Adding a comment fires both this trigger (with event.attachmentType: "comment") and the dedicated cases.commentsAdded trigger. Both exist because users don't always think of comments as attachments.
| Parameter | Location | Type | Required | Description |
|---|---|---|---|---|
type |
top level | string | Yes | Must be cases.attachmentsAdded. |
condition |
on |
KQL string | No | Optional KQL predicate evaluated against the event payload. |
| Field | Contains |
|---|---|
event.caseId |
The case ID. |
event.owner |
The case owner (securitySolution, observability, or cases). |
event.attachmentIds |
Array of attachment IDs added in this operation, all of event.attachmentType. |
event.attachmentType |
The type of attachments added, for example "comment" or "alert". |
Fire only for Elastic Security cases:
triggers:
- type: cases.attachmentsAdded
on:
condition: 'event.owner: "securitySolution"'
Fire only when a comment-type attachment is added:
triggers:
- type: cases.attachmentsAdded
on:
condition: 'event.attachmentType: "comment"'
Fires when comments are added to a case.
| Parameter | Location | Type | Required | Description |
|---|---|---|---|---|
type |
top level | string | Yes | Must be cases.commentsAdded. |
condition |
on |
KQL string | No | Optional KQL predicate evaluated against the event payload. |
| Field | Contains |
|---|---|
event.caseId |
The case ID. |
event.owner |
The case owner (securitySolution, observability, or cases). |
event.commentIds |
Array of comment IDs added in this operation. |
Fire only for Elastic Security cases:
triggers:
- type: cases.commentsAdded
on:
condition: 'event.owner: "securitySolution"'
If a handler workflow itself fails, it can re-trigger itself. Two safeguards help you avoid infinite loops:
- Every event includes
event.workflow.isErrorHandler, which istruewhen the failing workflow is itself a handler. Filter on this in your handler's logic to skip handling your own failures. - The execution engine enforces a chain-depth limit on cascading event-driven triggers as a safety net.

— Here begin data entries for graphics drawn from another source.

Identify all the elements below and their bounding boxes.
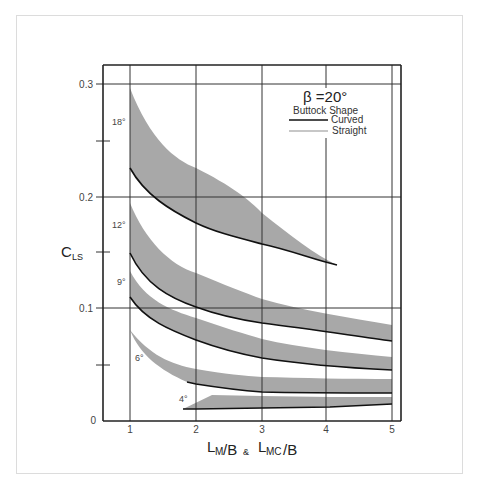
angle-label-12: 12°: [112, 220, 126, 230]
x-axis-over-B1: /B: [223, 441, 237, 458]
x-axis-sub-MC: MC: [266, 446, 282, 457]
legend-straight-label: Straight: [332, 125, 367, 136]
x-tick-1: 1: [127, 424, 133, 435]
angle-label-4: 4°: [179, 394, 188, 404]
legend-title: β =20°: [303, 88, 347, 105]
x-axis-over-B2: /B: [283, 441, 297, 458]
x-tick-4: 4: [323, 424, 329, 435]
x-tick-labels: 1 2 3 4 5: [127, 424, 395, 435]
x-tick-2: 2: [193, 424, 199, 435]
y-axis-label-main: C: [61, 243, 72, 260]
legend: β =20° Buttock Shape Curved Straight: [285, 88, 385, 138]
y-axis-label: C LS: [61, 243, 83, 262]
angle-label-18: 18°: [112, 117, 126, 127]
legend-curved-label: Curved: [331, 114, 363, 125]
angle-label-6: 6°: [135, 353, 144, 363]
x-axis-label: L M /B & L MC /B: [207, 438, 297, 458]
y-tick-0: 0: [90, 415, 96, 426]
x-tick-5: 5: [389, 424, 395, 435]
x-tick-3: 3: [259, 424, 265, 435]
chart: β =20° Buttock Shape Curved Straight 18°…: [0, 0, 477, 490]
y-tick-0.3: 0.3: [79, 79, 93, 90]
angle-label-9: 9°: [117, 277, 126, 287]
y-tick-0.2: 0.2: [79, 192, 93, 203]
y-tick-0.1: 0.1: [79, 303, 93, 314]
y-axis-label-sub: LS: [72, 252, 83, 262]
x-axis-ampersand: &: [243, 447, 249, 457]
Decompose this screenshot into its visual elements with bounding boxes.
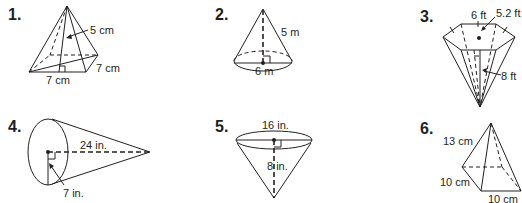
height-label: 8 in.	[267, 160, 288, 172]
problem-3: 3. 6 ft 5.2 ft 8 ft	[350, 0, 522, 110]
square-pyramid-figure: 13 cm 10 cm 10 cm	[350, 100, 522, 203]
radius-label: 7 in.	[63, 187, 84, 199]
side-label: 6 ft	[471, 9, 486, 21]
problem-6: 6. 13 cm 10 cm 10 cm	[350, 100, 522, 203]
hexagonal-pyramid-figure: 6 ft 5.2 ft 8 ft	[350, 0, 522, 110]
lateral-edge-label: 13 cm	[443, 135, 473, 147]
base-front-label: 7 cm	[46, 74, 70, 86]
slant-height-label: 5 cm	[90, 24, 114, 36]
problem-1: 1. 5 cm 7 cm 7 cm	[0, 0, 175, 100]
square-pyramid-figure: 5 cm 7 cm 7 cm	[0, 0, 175, 100]
cone-figure: 24 in. 7 in.	[0, 100, 175, 203]
inverted-cone-figure: 16 in. 8 in.	[175, 100, 350, 203]
height-label: 24 in.	[80, 139, 107, 151]
slant-height-label: 8 ft	[501, 70, 516, 82]
problem-2: 2. 5 m 6 m	[175, 0, 350, 100]
base-side-label: 7 cm	[96, 62, 120, 74]
cone-figure: 5 m 6 m	[175, 0, 350, 100]
diameter-label: 6 m	[255, 65, 273, 77]
base-front-label: 10 cm	[488, 193, 518, 203]
base-left-label: 10 cm	[440, 176, 470, 188]
problem-5: 5. 16 in. 8 in.	[175, 100, 350, 203]
slant-height-label: 5 m	[281, 26, 299, 38]
apothem-label: 5.2 ft	[496, 7, 520, 19]
problem-4: 4. 24 in. 7 in.	[0, 100, 175, 203]
diameter-label: 16 in.	[262, 119, 289, 131]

In practice, keep handler workflows simpler than the workflows they monitor. A handler that only logs, opens a case, and notifies is less likely to fail than the automation it's handling.
- Triggers overview: All trigger types.
- Pass data and handle errors: Per-step
on-failurestrategies complement event-driven handlers. - Cases steps: Open cases from your handler.